United States tax residency: the 183-day rule
United States treats you as a tax resident at 183 days in a weighted three-year lookback — but the day count is only the part we can calculate. It is one of United States's tests, not the whole rule (see the others below). Source: Internal Revenue Service (IRS), last reviewed 2025-09-01.
183 days isn't the only route — United States can also treat you as resident on non-day grounds (green-card status (lawful permanent resident), first-year residency election). See every test below.
Add your days in United States this year, plus one-third of last year's and one-sixth of the year before. If the total reaches 183 (and you spend at least 31 days here this year), you meet the test.
Reviewed by Quentin Dupard, founder · last reviewed 2025-09-01 · How we research
- Threshold
- 183 days
- Counting window
- 3-year weighted
- Day-based test
- 1
- Last reviewed
- 2025-09-01
How does United States count days for tax residency?
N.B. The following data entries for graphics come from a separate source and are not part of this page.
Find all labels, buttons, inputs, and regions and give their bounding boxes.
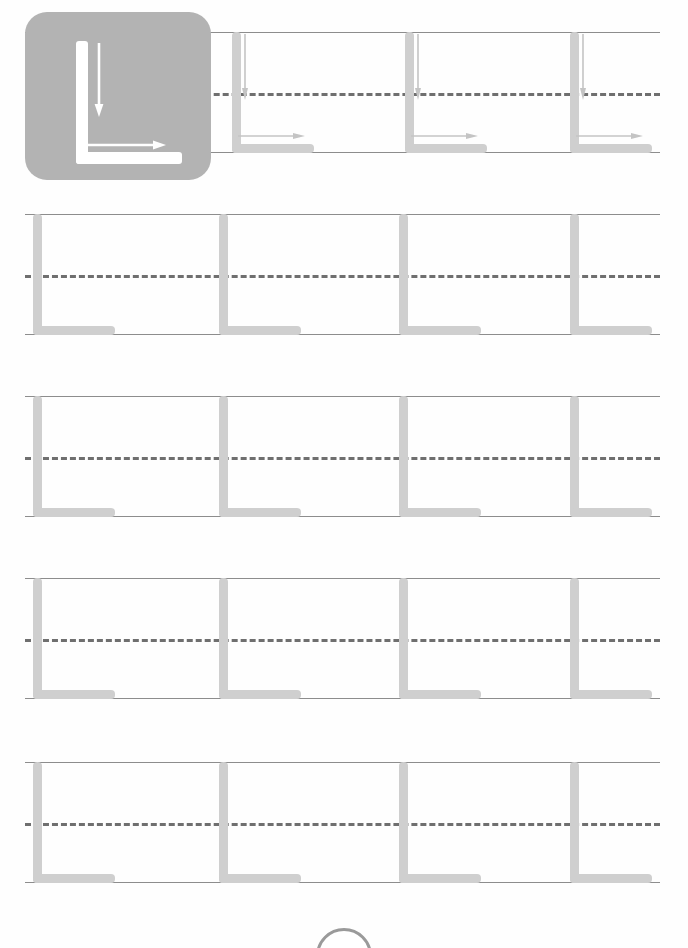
letter-l-horizontal-stroke [570, 508, 652, 517]
trace-letter-l[interactable] [399, 578, 491, 699]
down-arrow-head [242, 88, 248, 100]
letter-l-vertical-stroke [399, 214, 408, 335]
trace-letter-l[interactable] [570, 32, 662, 153]
trace-letter-l[interactable] [399, 396, 491, 517]
example-stroke-arrows [25, 12, 211, 180]
down-arrow-head [580, 88, 586, 100]
page-number-badge [316, 928, 372, 948]
letter-l-vertical-stroke [33, 396, 42, 517]
stroke-direction-arrows [232, 32, 324, 153]
stroke-direction-arrows [405, 32, 497, 153]
trace-letter-l[interactable] [33, 762, 125, 883]
letter-l-vertical-stroke [399, 578, 408, 699]
letter-l-vertical-stroke [219, 578, 228, 699]
writing-row-2 [0, 214, 688, 335]
trace-letter-l[interactable] [219, 396, 311, 517]
letter-l-vertical-stroke [570, 214, 579, 335]
letter-l-horizontal-stroke [570, 326, 652, 335]
letter-l-vertical-stroke [219, 762, 228, 883]
trace-letter-l[interactable] [570, 396, 662, 517]
letter-l-horizontal-stroke [33, 874, 115, 883]
letter-l-horizontal-stroke [219, 874, 301, 883]
trace-letter-l[interactable] [570, 762, 662, 883]
trace-letter-l[interactable] [399, 762, 491, 883]
trace-letter-l[interactable] [219, 214, 311, 335]
letter-l-vertical-stroke [399, 396, 408, 517]
letter-l-vertical-stroke [219, 214, 228, 335]
letter-l-vertical-stroke [570, 762, 579, 883]
trace-letter-l[interactable] [232, 32, 324, 153]
down-arrow-head [415, 88, 421, 100]
trace-letter-l[interactable] [570, 214, 662, 335]
letter-l-vertical-stroke [33, 214, 42, 335]
letter-l-vertical-stroke [33, 762, 42, 883]
letter-l-horizontal-stroke [33, 690, 115, 699]
worksheet-page [0, 0, 688, 948]
letter-example-tile [25, 12, 211, 180]
trace-letter-l[interactable] [399, 214, 491, 335]
stroke-1-down-arrow [95, 43, 104, 117]
letter-l-horizontal-stroke [570, 690, 652, 699]
letter-l-horizontal-stroke [33, 508, 115, 517]
letter-l-horizontal-stroke [219, 508, 301, 517]
letter-l-vertical-stroke [33, 578, 42, 699]
letter-l-horizontal-stroke [399, 508, 481, 517]
right-arrow-head [631, 133, 643, 139]
trace-letter-l[interactable] [570, 578, 662, 699]
letter-l-horizontal-stroke [399, 326, 481, 335]
letter-l-vertical-stroke [570, 578, 579, 699]
letter-l-horizontal-stroke [399, 690, 481, 699]
writing-row-5 [0, 762, 688, 883]
letter-l-vertical-stroke [399, 762, 408, 883]
right-arrow-head [293, 133, 305, 139]
letter-l-horizontal-stroke [570, 874, 652, 883]
trace-letter-l[interactable] [219, 762, 311, 883]
writing-row-4 [0, 578, 688, 699]
letter-l-horizontal-stroke [219, 326, 301, 335]
trace-letter-l[interactable] [405, 32, 497, 153]
trace-letter-l[interactable] [33, 396, 125, 517]
letter-l-horizontal-stroke [399, 874, 481, 883]
trace-letter-l[interactable] [219, 578, 311, 699]
letter-l-vertical-stroke [219, 396, 228, 517]
trace-letter-l[interactable] [33, 578, 125, 699]
stroke-2-right-arrow [87, 141, 166, 150]
stroke-direction-arrows [570, 32, 662, 153]
letter-l-vertical-stroke [570, 396, 579, 517]
writing-row-3 [0, 396, 688, 517]
letter-l-horizontal-stroke [33, 326, 115, 335]
letter-l-horizontal-stroke [219, 690, 301, 699]
right-arrow-head [466, 133, 478, 139]
trace-letter-l[interactable] [33, 214, 125, 335]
According to Internal Revenue Service (IRS), you become a tax resident of United States once you spend 183 days or more there in a weighted three-year lookback. This test is weighted across three years, so being under the threshold this year is not enough on its own — days from the previous two years are added in (at one-third and one-sixth). Run the full formula before assuming you are safe.
Substantial Presence Test
183 days · a weighted three-year lookbackAdd your days in United States this year, plus one-third of last year's and one-sixth of the year before. If the total reaches 183 (and you spend at least 31 days here this year), you meet the test.
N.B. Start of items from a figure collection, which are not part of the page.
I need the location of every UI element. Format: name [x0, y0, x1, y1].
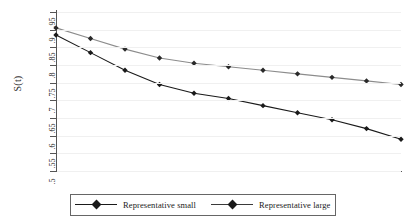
y-axis-tick-mark — [50, 100, 56, 101]
y-axis-tick-mark — [50, 65, 56, 66]
horizontal-gridline — [57, 136, 401, 137]
survival-curve-figure: S(t) .95.9.85.8.75.7.65.6.55.5 Represent… — [0, 0, 404, 224]
y-axis-tick-mark — [50, 171, 56, 172]
horizontal-gridline — [57, 153, 401, 154]
y-axis-tick-mark — [50, 83, 56, 84]
horizontal-gridline — [57, 65, 401, 66]
horizontal-gridline — [57, 83, 401, 84]
y-axis-tick-mark — [50, 118, 56, 119]
legend-label-representative-large: Representative large — [259, 200, 330, 210]
horizontal-gridline — [57, 12, 401, 13]
horizontal-gridline — [57, 47, 401, 48]
horizontal-gridline — [57, 100, 401, 101]
chart-legend: Representative small Representative larg… — [70, 194, 336, 216]
legend-entry-representative-large[interactable]: Representative large — [211, 195, 330, 215]
plot-area — [56, 12, 401, 171]
y-axis-tick-mark — [50, 136, 56, 137]
y-axis-tick-mark — [50, 30, 56, 31]
y-axis-tick-label-group: .95.9.85.8.75.7.65.6.55.5 — [28, 0, 52, 224]
y-axis-title: S(t) — [12, 69, 23, 99]
y-axis-tick-mark — [50, 47, 56, 48]
y-axis-tick-mark — [50, 12, 56, 13]
horizontal-gridline — [57, 118, 401, 119]
legend-marker-icon-small — [75, 199, 117, 211]
horizontal-gridline — [57, 171, 401, 172]
y-axis-tick-mark — [50, 153, 56, 154]
legend-marker-icon-large — [211, 199, 253, 211]
horizontal-gridline — [57, 30, 401, 31]
legend-entry-representative-small[interactable]: Representative small — [75, 195, 196, 215]
y-axis-tick-label: .5 — [48, 171, 57, 193]
legend-label-representative-small: Representative small — [123, 200, 196, 210]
Days this year + ⅓ days last year + ⅙ days two years ago ≥ 183, AND ≥31 days this year. Closer-Connection Exception may apply. The status-based tests below apply regardless of days.
What else makes you a tax resident of United States?
The day count is only one route. United States can also make you a tax resident through any one of the following — regardless of how few days you spend there. These don't depend on a day count, so Yuravia can't track them for you; weigh them against your own situation.
Green-card status (lawful permanent resident)
If you are a lawful permanent resident (hold a green card) at any time in the year, you are a US tax resident regardless of days present — and remain taxable until the status is formally abandoned.
First-year residency election
You may elect to be treated as a resident for part of the year of arrival if you meet a presence test the following year — a voluntary route layered on the Substantial Presence Test.
United States at a glance
- Tax year
- 1 January – 31 December (calendar year). The Substantial Presence Test counts days within and across calendar years.
- How days are counted
- Any day on which you are physically present in the US at any time counts as a full day, so both arrival and departure days and any part-days count as whole days (limited exceptions apply, e.g. days in transit or as an exempt individual).
- What residency means
- US citizens, green-card holders, and resident aliens are taxed on worldwide income (citizenship-based taxation); nonresident aliens are taxed only on US-source and effectively-connected income. You become a resident under the Substantial Presence Test if present at least 31 days in the current year AND the weighted total (current year + 1/3 of prior year + 1/6 of two years before) reaches 183; dual-status rules apply in the first/last year of residency.
Official source
Internal Revenue Service (IRS). View the primary guidance ↗
Rule last checked against this source on 2025-09-01.
Count your days in United States
The day count is the one test you can actually calculate — the home, family and ties tests above, you can’t. Use a free calculator to see exactly how close you are to United States's 183-day threshold — or let Yuravia track it automatically across every country at once and warn you before you cross a line.
Frequently asked questions
How many days can I stay in United States without becoming a tax resident?
According to Internal Revenue Service (IRS), United States treats you as a tax resident at 183 days under the Substantial Presence Test (the "Substantial Presence Test"). Staying under that is necessary but not sufficient — a permanent home, family, or your centre of vital interests can make you resident on fewer days.
Is the day count the only way to become a tax resident of United States?
No. Beyond the day count, United States can treat you as resident through green-card status (lawful permanent resident), first-year residency election — any one of these can apply even if you stay well under 183 days. They don't depend on counting days, so confirm them against your own circumstances.
What counts as a day of presence in United States?
In most jurisdictions any day on which you are physically present — including the arrival and departure days — counts as a full day. Treating both as counted is the conservative assumption. Always confirm the exact rule with Internal Revenue Service (IRS).
What is the official source for United States's tax-residency rule?
Internal Revenue Service (IRS). The rule on this page was last checked against that source on 2025-09-01. Thresholds and tests change, so confirm before relying on it.